Sources of Network Slowness
- NIC duplex and speed incompatibilities
- Network congestion
- Poor routing
- Bad cabling
- Electrical interference
- An overloaded server at the remote end of the connection
- Misconfigured DNS
TEST YOUR NIC
It is always a good practice in troubleshooting to be versed in monitoring the status of your NIC card from the command line. The following sections introduce a few commands that will be useful.
The ifconfig command without any arguments gives you all the active interfaces on your system. Interfaces will not appear if they are shut down:
[root@bigboy tmp]# ifconfig
Note: Interfaces will appear if they are activated, but have no link.
DHCP Considerations
DHCP clients automatically give their NICs and IP address starting with 169.254.x.x until they can make contact with their DHCP server. When contact is made they reconfigure their IP addresses to the values provided by the DHC server. An interface with a 169.254.x.x address signifies a failure to communicate with the DHCP server. Check your cabling, routing and DHCP server configuration to rectify such a problem.
Testing Link Status from the Command Line
Link Status Output from ethtool
[root@test.com tmp]# ethtool eth0
Settings for eth0:
Supported ports: [ TP MII ]
Supported link modes: 10baseT/Half 10baseT/Full
100baseT/Half 100baseT/Full
Supports auto-negotiation: Yes
Advertised link modes: 10baseT/Half 10baseT/Full
100baseT/Half 100baseT/Full
Advertised auto-negotiation: No
Speed: 100Mb/s
Duplex: Full
Port: MII
PHYAD: 1
Transceiver: internal
Auto-negotiation: off
Supports Wake-on: g
Wake-on: g
Current message level: 0x00000007 (7)
Link detected: yes
[root@test.com tmp]#
Testing Web sites with the curl
Using curl
The curl utility acts like a text based Web browser in which you can select to see either the header or complete body of a Web page’s HTML code displayed on your screen.
A good start is to use the curl command with the -I flag to view just the Web page’s header and HTTP status code. By not using the -I command you will see all the Web page’s HTML code displayed on the screen. Either method can provide a good idea of your server’s performance.
[root@ bigboy tmp]# curl -I www.testing.com
HTTP/1.1 200 OK
Date: Tue, 19 Oct 2004 05:11:22 GMT
Server: Apache/2.0.51 (Fedora)
Accept-Ranges: bytes
Vary: Accept-Encoding,User-Agent
Connection: close
Content-Type: text/html; charset=UTF-8
[root@test.com tmp]#
Using netcat to Test Network Bandwidth
Most Linux distributions contain the netcat or nc packages which can be used to create a TCP socket over which you can transfer data. The syntax can also vary between distributions so you should refer to your system’s man pages if you have any questions.
The netcat server can be easily created with the -l switch that signifies the program should listen, and not talk. The desired TCP port then follows. In this case the server is listening on TCP port 7777.
[root@smallfry tmp]# nc -l 7777
The netcat client only needs to specify the server’s IP address followed by server’s the TCP listener port.
[root@bigboy ~]# nc 192.168.2.50 7777
Any text typed to the console screen of the client;
[root@bigboy ~]# nc 192.168.2.50 7777 This is a test of the NetCat program! [root@bigboy ~]#
will also be visible on the server’s console.
[root@smallfry tmp]# nc -l 7777 This is a test of the NetCat program! [root@smallfry tmp]#
If you want to transfer a file, you only need to use some simple command line redirection. In this case, the server will output all data it receives on port 7777 to a file called FC-6-i386-disc1.iso, and the client pipes the output of the cat command to the netcat client that points to our server.
[root@smallfry tmp]# nc -l 7777 > FC-6-i386-disc1.iso [root@bigboy ~]# cat /tmp/FC-6-i386-disc1.iso | nc 192.168.2.50 7777
All Linux systems have a black hole file named /dev/null which automatically discards any data written to it. If you want to test file transfers without filling your disk storage, or having the server’s disk I/O be a bottleneck, then use this as your output file instead.
[root@smallfry tmp]# nc -l 7777 > /dev/null
All Linux systems also have a have a continuous random data source located at /dev/random. Instead of using a file in your tests, you can use this instead for a data stream or infinite duration.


§ **Task details**: The whole listing needs to be returned exactly as it appears.

§ **The data**:
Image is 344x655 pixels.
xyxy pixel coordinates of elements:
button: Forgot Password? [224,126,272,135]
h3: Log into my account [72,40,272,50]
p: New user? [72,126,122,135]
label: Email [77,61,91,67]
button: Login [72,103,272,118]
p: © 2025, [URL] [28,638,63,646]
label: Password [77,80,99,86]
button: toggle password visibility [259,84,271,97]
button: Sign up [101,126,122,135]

§ **Exercise solution**:
Image is 344x655 pixels.
xyxy pixel coordinates of elements:
button: Forgot Password? [224,126,272,135]
h3: Log into my account [72,40,272,50]
p: New user? [72,126,122,135]
label: Email [77,61,91,67]
button: Login [72,103,272,118]
p: © 2025, [URL] [28,638,63,646]
label: Password [77,80,99,86]
button: toggle password visibility [259,84,271,97]
button: Sign up [101,126,122,135]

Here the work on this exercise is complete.